Indigenous children’s book celebrates book launch, three-year partnership and sacred medicine

Hope and Lilly-Anna Osawamick (far left), Logan Daviau, Page and Anik Chartrand, and Braden Manitowabi-Peltier check out their creation This is my Tobacco.

By Laura Young

SUDBURY—In an era where smoking and tobacco are seen as vile, it’s sometimes lost that tobacco is actually a sacred medicine in Anishinabek culture.

This is precisely the point of This is my Tobacco, a children’s book that was launched on Thursday, March 22 at the Shkagamik-Kwe Community Centre in downtown Sudbury.

The book is one of several projects that has emerged from a partnership between Shkagamik-Kwe and Public Health Sudbury & Districts (formerly the Sudbury & District Health Unit). The three-year project is communicating knowledge on the traditional teachings of the sacred tobacco.

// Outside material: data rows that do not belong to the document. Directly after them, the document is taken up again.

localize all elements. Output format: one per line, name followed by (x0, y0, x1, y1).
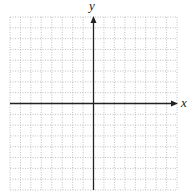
x-axis-arrow-icon (171, 101, 178, 107)
coordinate-grid (0, 0, 192, 196)
y-axis-label: y (89, 0, 95, 12)
x-axis-label: x (181, 96, 187, 109)
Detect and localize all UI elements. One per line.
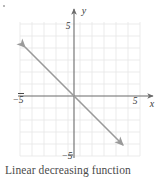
figure-caption: Linear decreasing function <box>0 162 165 183</box>
y-axis-label: y <box>81 5 87 16</box>
figure-linear-decreasing-function: −5 5 5 −5 x y Linear decreasing function <box>0 0 165 183</box>
x-axis-tick-label-positive-5: 5 <box>133 96 138 106</box>
y-axis-tick-label-positive-5: 5 <box>66 21 71 31</box>
axes <box>18 9 153 158</box>
grid-lines <box>20 22 140 156</box>
x-axis-tick-label-negative-5: −5 <box>12 95 23 105</box>
coordinate-plane-svg: −5 5 5 −5 x y <box>0 0 165 162</box>
x-axis-label: x <box>149 98 155 109</box>
plot-area: −5 5 5 −5 x y <box>0 0 165 162</box>
y-axis-tick-label-negative-5: −5 <box>61 151 72 161</box>
tick-marks <box>18 94 73 156</box>
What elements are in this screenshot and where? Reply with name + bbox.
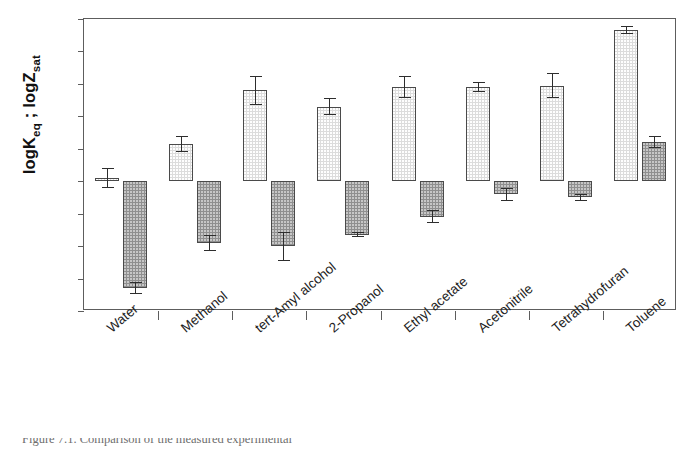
error-bar [478, 82, 479, 92]
error-bar-cap-bottom [575, 200, 587, 201]
y-axis-title-seg1: logK [20, 137, 38, 174]
error-bar-cap-top [575, 194, 587, 195]
error-bar-cap-bottom [399, 97, 411, 98]
error-bar-cap-bottom [176, 151, 188, 152]
y-tick-mark [78, 246, 84, 247]
error-bar-cap-bottom [324, 114, 336, 115]
y-tick-mark [78, 279, 84, 280]
x-tick-mark [529, 311, 530, 320]
error-bar [283, 232, 284, 261]
y-axis-title: logKeq ; logZsat [20, 0, 41, 230]
error-bar-cap-top [399, 76, 411, 77]
error-bar-cap-bottom [352, 236, 364, 237]
x-tick-mark [603, 311, 604, 320]
error-bar [107, 168, 108, 187]
error-bar-cap-top [352, 232, 364, 233]
bar-logZsat-2-propanol [345, 181, 369, 235]
error-bar-cap-bottom [250, 104, 262, 105]
error-bar-cap-top [547, 73, 559, 74]
figure-caption: Figure 7.1. Comparison of the measured e… [0, 438, 689, 450]
bar-logZsat-methanol [197, 181, 221, 243]
y-tick-mark [78, 181, 84, 182]
error-bar-cap-top [176, 136, 188, 137]
error-bar-cap-bottom [204, 250, 216, 251]
error-bar [432, 210, 433, 223]
y-tick-mark [78, 116, 84, 117]
error-bar [552, 73, 553, 99]
error-bar-cap-bottom [130, 293, 142, 294]
error-bar [357, 232, 358, 237]
error-bar-cap-bottom [278, 260, 290, 261]
error-bar-cap-bottom [501, 200, 513, 201]
y-tick-mark [78, 311, 84, 312]
error-bar-cap-bottom [473, 91, 485, 92]
error-bar [135, 282, 136, 294]
bar-logZsat-toluene [642, 142, 666, 181]
y-tick-mark [78, 51, 84, 52]
x-tick-mark [381, 311, 382, 320]
error-bar-cap-bottom [102, 187, 114, 188]
y-axis-title-seg2: ; logZ [20, 72, 38, 123]
error-bar [506, 188, 507, 201]
error-bar-cap-bottom [621, 33, 633, 34]
bar-logKeq-tetrahydrofuran [540, 86, 564, 182]
bar-logKeq-ethyl-acetate [392, 87, 416, 181]
chart-figure: logKeq ; logZsat 543210-1-2-3-4 WaterMet… [0, 0, 689, 450]
y-axis-title-sub1: eq [30, 123, 42, 137]
error-bar-cap-bottom [649, 147, 661, 148]
y-tick-mark [78, 84, 84, 85]
y-tick-mark [78, 149, 84, 150]
bar-logKeq-2-propanol [317, 107, 341, 182]
figure-caption-text: Figure 7.1. Comparison of the measured e… [0, 438, 689, 447]
error-bar-cap-top [102, 168, 114, 169]
error-bar-cap-top [324, 98, 336, 99]
x-tick-mark [158, 311, 159, 320]
error-bar [580, 194, 581, 200]
error-bar-cap-top [621, 26, 633, 27]
error-bar [209, 235, 210, 251]
error-bar-cap-top [427, 210, 439, 211]
error-bar-cap-top [278, 232, 290, 233]
error-bar-cap-top [501, 188, 513, 189]
x-tick-mark [232, 311, 233, 320]
error-bar [654, 136, 655, 148]
bar-logKeq-toluene [614, 30, 638, 181]
bar-logZsat-water [123, 181, 147, 288]
error-bar-cap-top [649, 136, 661, 137]
error-bar [626, 26, 627, 34]
error-bar-cap-bottom [547, 97, 559, 98]
error-bar-cap-top [204, 235, 216, 236]
bar-logKeq-acetonitrile [466, 87, 490, 181]
error-bar [255, 76, 256, 105]
error-bar-cap-bottom [427, 222, 439, 223]
error-bar-cap-top [130, 282, 142, 283]
error-bar-cap-top [473, 82, 485, 83]
x-tick-mark [455, 311, 456, 320]
error-bar [404, 76, 405, 99]
y-axis-title-sub2: sat [30, 55, 42, 72]
error-bar [329, 98, 330, 114]
error-bar [181, 136, 182, 152]
y-tick-mark [78, 214, 84, 215]
x-tick-mark [306, 311, 307, 320]
y-tick-mark [78, 19, 84, 20]
plot-area: 543210-1-2-3-4 [83, 18, 676, 310]
error-bar-cap-top [250, 76, 262, 77]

The authors Hope Osawamick, 13, her cousin Lilly-Anna, 13, Logan Daviau, 15, sisters Page, 16, and Anik Chartrand, 13, and Braeden Manitowabi-Peltier, 15, wrote the stories and drew the artwork for the book. They worked with Hilda Nadjiwan, one of Shkagamik-Kwe’s Elders, on the translation into Ojibway and on the teachings.

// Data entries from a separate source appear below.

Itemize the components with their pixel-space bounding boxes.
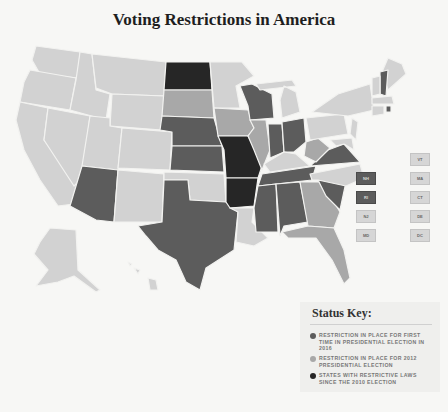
state-ar[interactable] xyxy=(226,178,258,208)
divider xyxy=(310,324,432,325)
key-item-2012: RESTRICTION IN PLACE FOR 2012 PRESIDENTI… xyxy=(310,355,435,368)
status-key: Status Key: RESTRICTION IN PLACE FOR FIR… xyxy=(300,302,440,392)
state-ct[interactable] xyxy=(372,106,384,116)
key-item-first-time-2016: RESTRICTION IN PLACE FOR FIRST TIME IN P… xyxy=(310,332,435,352)
state-nh[interactable] xyxy=(380,70,388,96)
state-mt[interactable] xyxy=(92,54,166,96)
state-nm[interactable] xyxy=(114,170,164,222)
state-ak[interactable] xyxy=(34,228,100,292)
state-hi[interactable] xyxy=(128,262,158,290)
state-oh[interactable] xyxy=(282,118,306,152)
small-state-md[interactable]: MD xyxy=(356,229,376,242)
state-fl[interactable] xyxy=(282,226,350,284)
dot-icon xyxy=(310,373,316,379)
small-state-dc[interactable]: DC xyxy=(410,229,430,242)
state-ks[interactable] xyxy=(170,146,224,172)
state-sd[interactable] xyxy=(162,90,214,118)
state-co[interactable] xyxy=(118,128,172,170)
small-state-nh[interactable]: NH xyxy=(356,172,376,185)
small-state-ct[interactable]: CT xyxy=(410,191,430,204)
status-key-heading: Status Key: xyxy=(312,306,372,321)
state-ny[interactable] xyxy=(312,84,374,116)
small-state-ri[interactable]: RI xyxy=(356,191,376,204)
state-ma[interactable] xyxy=(372,96,394,104)
small-state-de[interactable]: DE xyxy=(410,210,430,223)
key-item-since-2010: STATES WITH RESTRICTIVE LAWS SINCE THE 2… xyxy=(310,372,435,385)
small-state-nj[interactable]: NJ xyxy=(356,210,376,223)
dot-icon xyxy=(310,333,316,339)
state-ia[interactable] xyxy=(214,108,254,136)
state-nd[interactable] xyxy=(164,62,212,90)
state-wy[interactable] xyxy=(110,94,164,130)
small-state-vt[interactable]: VT xyxy=(410,153,430,166)
state-nj[interactable] xyxy=(350,118,358,140)
state-pa[interactable] xyxy=(306,114,348,140)
small-state-ma[interactable]: MA xyxy=(410,172,430,185)
state-vt[interactable] xyxy=(372,76,380,96)
state-ms[interactable] xyxy=(254,184,278,232)
dot-icon xyxy=(310,356,316,362)
state-ri[interactable] xyxy=(386,106,391,112)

Manitowabi-Peltier wrote about tobacco and hunting because it’s the man’s role in life to be the providers, he said. “I learned even more about tobacco and hunting and how they are connected. It’s pretty cool [to see it in print].”

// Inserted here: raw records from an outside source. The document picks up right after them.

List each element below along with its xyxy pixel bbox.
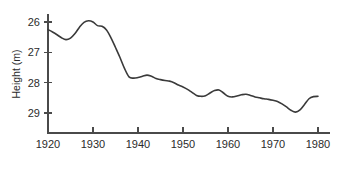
y-axis-title: Height (m) [10, 49, 22, 98]
y-tick-label-29: 29 [28, 107, 40, 119]
x-tick-label-1940: 1940 [126, 138, 150, 150]
x-axis-tick-labels: 1920193019401950196019701980 [36, 138, 330, 150]
x-tick-label-1980: 1980 [306, 138, 330, 150]
x-tick-label-1960: 1960 [216, 138, 240, 150]
x-tick-label-1950: 1950 [171, 138, 195, 150]
x-axis-ticks [48, 127, 318, 133]
chart-container: 26272829 1920193019401950196019701980 He… [0, 0, 348, 171]
line-chart: 26272829 1920193019401950196019701980 He… [0, 0, 348, 171]
y-tick-label-28: 28 [28, 77, 40, 89]
x-tick-label-1920: 1920 [36, 138, 60, 150]
axis-spines [48, 14, 330, 133]
y-axis-tick-labels: 26272829 [28, 16, 40, 119]
x-tick-label-1930: 1930 [81, 138, 105, 150]
x-tick-label-1970: 1970 [261, 138, 285, 150]
y-tick-label-27: 27 [28, 46, 40, 58]
data-series-line [48, 21, 318, 112]
y-tick-label-26: 26 [28, 16, 40, 28]
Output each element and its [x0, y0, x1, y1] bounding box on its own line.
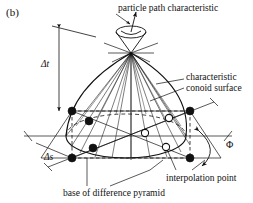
label-delta-t: Δt [41, 59, 49, 70]
particle-path-arrow [131, 12, 136, 32]
conoid-outline [66, 53, 187, 158]
callout-leader-base-pyramid [87, 158, 163, 186]
label-characteristic-conoid-surface: characteristic conoid surface [186, 72, 242, 93]
delta-s-leader [36, 143, 72, 158]
callout-leader-particle-path [116, 14, 130, 24]
label-base-of-difference-pyramid: base of difference pyramid [63, 188, 165, 199]
label-phi-angle: Φ [226, 139, 233, 150]
plane-axis-lines [24, 98, 232, 171]
conoid-label-line-2: conoid surface [186, 83, 242, 93]
label-particle-path-characteristic: particle path characteristic [118, 3, 218, 14]
label-interpolation-point: interpolation point [166, 173, 236, 184]
conoid-back-generators [76, 53, 181, 126]
panel-label: (b) [6, 6, 19, 18]
figure-panel-b: (b) particle path characteristic charact… [0, 0, 253, 203]
conoid-radial-generators [66, 53, 190, 158]
delta-t-dimension-arrow [52, 26, 96, 111]
conoid-label-line-1: characteristic [186, 72, 237, 82]
label-delta-s: Δs [44, 152, 53, 163]
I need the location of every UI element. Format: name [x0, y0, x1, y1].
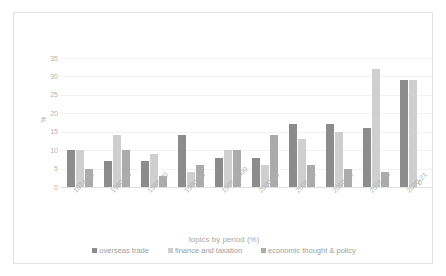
bar — [289, 124, 297, 187]
legend-item[interactable]: finance and taxation — [168, 246, 242, 255]
y-axis-tick-label: 25 — [44, 91, 58, 98]
bar — [215, 158, 223, 187]
bar — [141, 161, 149, 187]
bar-group — [135, 58, 172, 187]
bar-group — [358, 58, 395, 187]
bar-group — [395, 58, 432, 187]
chart-legend: overseas tradefinance and taxationeconom… — [14, 246, 434, 255]
bar-group — [247, 58, 284, 187]
bar-group — [98, 58, 135, 187]
legend-swatch-icon — [92, 248, 97, 253]
bar — [409, 80, 417, 187]
legend-label: overseas trade — [99, 246, 149, 255]
bar — [372, 69, 380, 187]
legend-label: finance and taxation — [175, 246, 242, 255]
y-axis-tick-label: 35 — [44, 55, 58, 62]
legend-swatch-icon — [261, 248, 266, 253]
bar — [363, 128, 371, 187]
bar — [178, 135, 186, 187]
legend-item[interactable]: economic thought & policy — [261, 246, 356, 255]
y-axis-tick-label: 30 — [44, 73, 58, 80]
chart-frame: % 05101520253035 0 1974-801980-851985-90… — [13, 12, 433, 264]
bar — [252, 158, 260, 187]
y-axis-tick-label: 15 — [44, 128, 58, 135]
y-axis-tick-labels: 05101520253035 — [44, 58, 58, 187]
legend-item[interactable]: overseas trade — [92, 246, 149, 255]
bar — [326, 124, 334, 187]
bar-group — [61, 58, 98, 187]
bar — [104, 161, 112, 187]
y-axis-tick-label: 20 — [44, 110, 58, 117]
bar-group — [284, 58, 321, 187]
x-axis-title: topics by period (%) — [14, 235, 434, 244]
bar-group — [321, 58, 358, 187]
bar-group — [172, 58, 209, 187]
x-axis-tick-labels: 1974-801980-851985-901990-951995-2000200… — [61, 189, 432, 233]
legend-swatch-icon — [168, 248, 173, 253]
y-axis-tick-label: 5 — [44, 165, 58, 172]
y-axis-tick-label: 10 — [44, 147, 58, 154]
legend-label: economic thought & policy — [268, 246, 356, 255]
bar — [67, 150, 75, 187]
y-axis-tick-label: 0 — [44, 184, 58, 191]
bar — [400, 80, 408, 187]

The project started meeting as youth partners in the community. K.C. Rautiainen, a registered nurse at PHS&D, was looking to do a project with Smoke Free Ontario funds. She and Teresa McGregor, Shkagamik-Kwe’s youth co-ordinator, connected and decided to gather some local young people. They recruited six youth.

“When it was offered, it was work with Indigenous youth on tobacco. I threw it out there to the powers that be that I would love it to be on safe tobacco,” McGregor says. “I didn’t think that was out there as much as ‘thou shalt not smoke’.”

The new This is my Tobacco posters do not carry the typical ‘don’t smoke’ message. The students have created posters that reflect on how they use their sacred tobacco.

The plan started with new posters that do not carry the typical ‘don’t smoke’ message. The students have created posters that reflect on how they use their sacred tobacco. They didn’t want to quit working so they then spent another year creating the book, with translation into Ojibway and French, as well as making their own artwork.

The target audience is Kindergarten to Grade Three, but the hope is that the book will be shared between all age groups and generations. They wanted to target Indigenous and non-Indigenous readers, said Rautiainen.

The book doesn’t signal the end of the project.

“We actually talked about the possibilities of the youth reading the story, acting it out. Once people found out that this book was being done, they wanted to know if the youth would go into the schools and read to the class,” McGregor says.

“What’s so amazing is that year after year, we thought this project would last one year. Now here we are in year three. It’s not us driving us, it’s them [the youth]. ”

At the launch on March 22, Angela Recollect, Shkagamik-Kwe’s executive director, said it was “absolutely critical” for organizations in the community to work together.

For too long, people have worked in silos and not shared their expertise, she said, instead she praised the model of cooperation between Shkagamik-Kwe and PHSD on this project.

The health unit printed 1,000 copies, 600 in English and 300 in French, with the remainder in Ojibway. The books are being distributed in the four school boards in Sudbury, child care centres, and other community partners, as well as in other parts of Ontario, said Rautiainen.